What is HDL-Cholesterol?
Defining HDL and Cholesterol
High density lipoprotein (HDL) is a carrier molecule for cholesterol, phospholipids and triglycerides.
Think of HDL as a boat.

Cholesterol is the cargo. Click here to learn how important cholesterol is.

Cholesterol (cargo) can’t float in the blood; it needs to be carried around by the lipoprotein (the boat).
This video summarizes what cholesterol and the lipoproteins are.
When you look at blood work, you’ll see HDL-C. This tells you how much cholesterol (cargo) is on the HDL (boat). There can be varying amounts of cargo on each boat. As you’ll soon learn, it is beneficial to have a high HDL-C. In other words, we want a lot of cargo on the HDL boats.

What Does HDL Do?
HDL carries cholesterol away from cells and takes it to the liver to either be removed from the body or reused. The process of taking cholesterol from the peripheral tissues back to the liver is called reverse cholesterol transport [1], [2]. On the other hand, low density lipoprotein (LDL), takes cholesterol to the cells. The reason LDL is considered ‘bad’ is because when cholesterol is attached to it, that cholesterol is susceptible to damage and may contribute to atherosclerosis, and subsequently heart disease. Learn more about LDL cholesterol here.

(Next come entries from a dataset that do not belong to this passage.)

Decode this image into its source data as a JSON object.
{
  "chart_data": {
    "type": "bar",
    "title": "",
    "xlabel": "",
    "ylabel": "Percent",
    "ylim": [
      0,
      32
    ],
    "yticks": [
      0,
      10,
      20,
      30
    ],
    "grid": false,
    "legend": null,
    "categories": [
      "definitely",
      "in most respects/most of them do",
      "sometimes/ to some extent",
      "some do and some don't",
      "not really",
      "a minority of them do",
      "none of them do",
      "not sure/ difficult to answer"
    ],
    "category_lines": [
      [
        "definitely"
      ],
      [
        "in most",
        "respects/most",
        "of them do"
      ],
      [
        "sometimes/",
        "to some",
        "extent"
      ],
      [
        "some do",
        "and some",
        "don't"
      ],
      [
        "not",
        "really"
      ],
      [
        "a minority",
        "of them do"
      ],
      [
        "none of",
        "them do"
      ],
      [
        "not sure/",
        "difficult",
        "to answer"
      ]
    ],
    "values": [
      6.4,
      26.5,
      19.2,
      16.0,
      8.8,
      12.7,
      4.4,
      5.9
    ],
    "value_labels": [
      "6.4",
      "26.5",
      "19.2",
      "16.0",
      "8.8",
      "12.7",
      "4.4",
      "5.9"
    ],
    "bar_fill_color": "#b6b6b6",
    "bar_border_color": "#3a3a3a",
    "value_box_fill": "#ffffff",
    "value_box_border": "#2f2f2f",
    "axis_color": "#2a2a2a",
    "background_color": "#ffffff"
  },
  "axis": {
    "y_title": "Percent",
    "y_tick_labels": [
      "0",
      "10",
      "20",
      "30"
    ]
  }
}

The video below depicts what HDL does.
Why Do We Want to Increase HDL-C?
As mentioned above, HDL basically cleans up the blood and cells of cholesterol, thus minimizing the cholesterol’s chance of being oxidized or damaged.

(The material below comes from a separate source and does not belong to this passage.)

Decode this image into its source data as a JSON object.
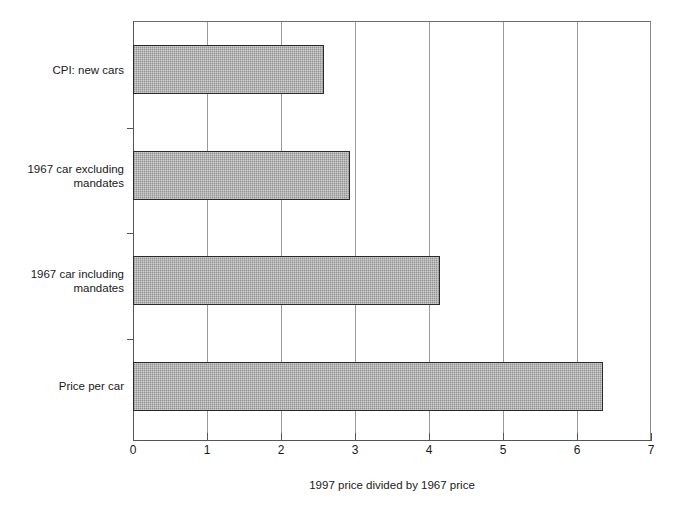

There are many established risk factors for heart disease. Diagnoses such as obesity, diabetes, kidney disease, and hypertension are just a few co-morbidities that increase cardiovascular disease risk [3]. Certain blood lipids will be tested and associated with risk. HDL-C is considered a negative risk factor [3] – meaning it protects against heart disease [1].
HDL is anti-inflammatory [4], [5], minimizes oxidative stress [5] [6], inhibits cells in the blood from sticking to each other [7] and possibly plays a role in improving diabetes and glucose metabolism [8] [9]. So you can see why we want HDL to be high. For HDL to have its protective effect, we aim to keep it above 1.55 mmol/L (60 mg/dL) [3].

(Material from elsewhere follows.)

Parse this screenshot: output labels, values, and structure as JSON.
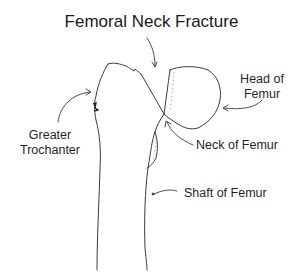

Low HDL-C is associated with hypertriglyceridemia, diabetes, overweight/obesity, physical inactivity, cigarette smoking, very high carbohydrate intake, certain drugs (beta-adrenergic blockers, anabolic steroids, progestational agents), and genetic factors [3].
To learn how we increase HDL-C, please click here.
Summary
HDL is a carrier protein, transporting cholesterol around the body. Cholesterol is important, as discussed here. HDL plays an important role in cardiovascular disease prevention. We must aim to keep it high.
References
Interested in learning more?
Read on in our series of articles on Heart Health!
About the Author - Dr. Johann de Chickera

Dr. Johann is a fully licensed Naturopathic Doctor. His approach emphasizes the importance of living a healthy lifestyle and improving one’s health naturally. Dr. Johann obtained a Doctor of Naturopathy at the Canadian College of Naturopathic Medicine (CCNM). Education at CCNM is a vigorous four years, with a curriculum involving biomedical sciences, physical diagnosis, clinical nutrition, traditional Chinese medicine and acupuncture, botanical (herbal) medicine, physical medicine, homeopathy and lifestyle management.
While Dr. Johann has a general practice, he focuses on fertility, hormonal imbalances, gut health, and autoimmune disease.